If she had been a man, she would have gone to him at once, hunted him up this very night, and told him in the most groveling language at her command, how infinitely sorry and ashamed she was. Lying wide-eyed in her little white bed, she composed a number of long speeches that she, as a man, would have made to him; embarrassing speeches which he, as a man, or any other man that ever lived, would never have endured for a moment. But she was not a man, she was a girl; and girls were not allowed to go to men, and frankly and honestly say what was in their hearts. She was not in the least likely to meet him by accident; the telephone was unthinkable. There remained only to write him a letter.

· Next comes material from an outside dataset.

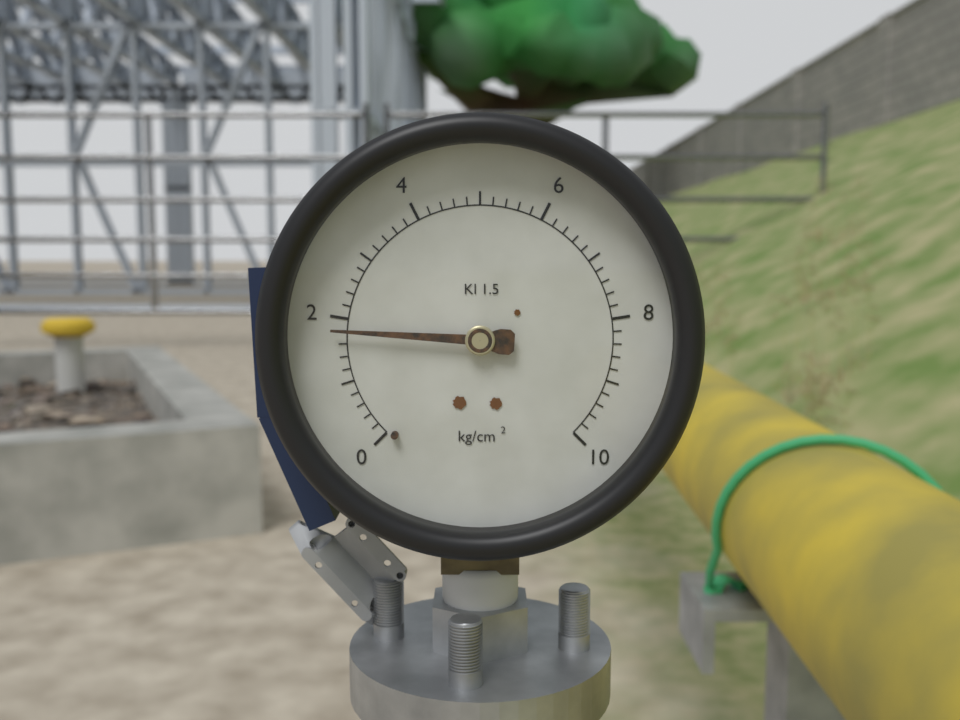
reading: 1.8 kg/cm²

Yes, but what to say in the letter? There was the critical and crucial question. No matter how artful and cajoling an apology she wrote, she knew exactly how he would treat it. He would write a civil, formal reply, assuring her that her apology was accepted, and there the matter would stand forever. For she had put herself terribly in the wrong; she had betrayed a damning weakness; it was extremely probable that he would never care to resume friendship with one who had proved herself so hatefully mistrustful. Then, too, he was evidently very angry with her about the money. Only by meeting for a long, frank talk could she ever hope to make things right again; but not to save her life could she think of any form of letter which would bring such a meeting to pass.

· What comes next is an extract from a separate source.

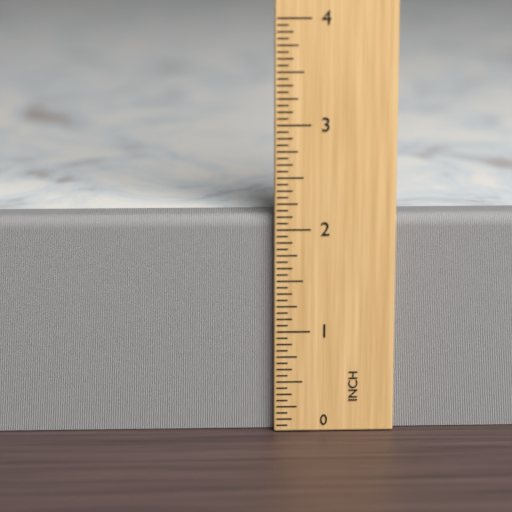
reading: 2.1250 in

Pondering the question, she fell asleep. All next day, whenever she had a minute and sometimes when she did not, she pondered it, and the next, and the next. Her heart smote her for the tardiness of her reparation; but stronger than this was her fear of striking and missing fire. And at last an idea came to her; an idea so big and beautiful that it first startled and dazzled her, and then set her heart to singing; the perfect idea which would blot away the whole miserable mess at one stroke. She sat down and wrote Mr. Surface five lines, asking him to be kind enough to call upon her in regard to the business matter about which he had written her a few weeks before.
She wrote this note from her house, one night; she expected, of course, that he would come there to see her; she had planned out exactly where they were each to sit, and even large blocks of their conversation. But the very next morning, before 10 o'clock, there came a knock upon the Departmental door and he walked into her office, looking more matter-of-fact and businesslike than she had ever seen him.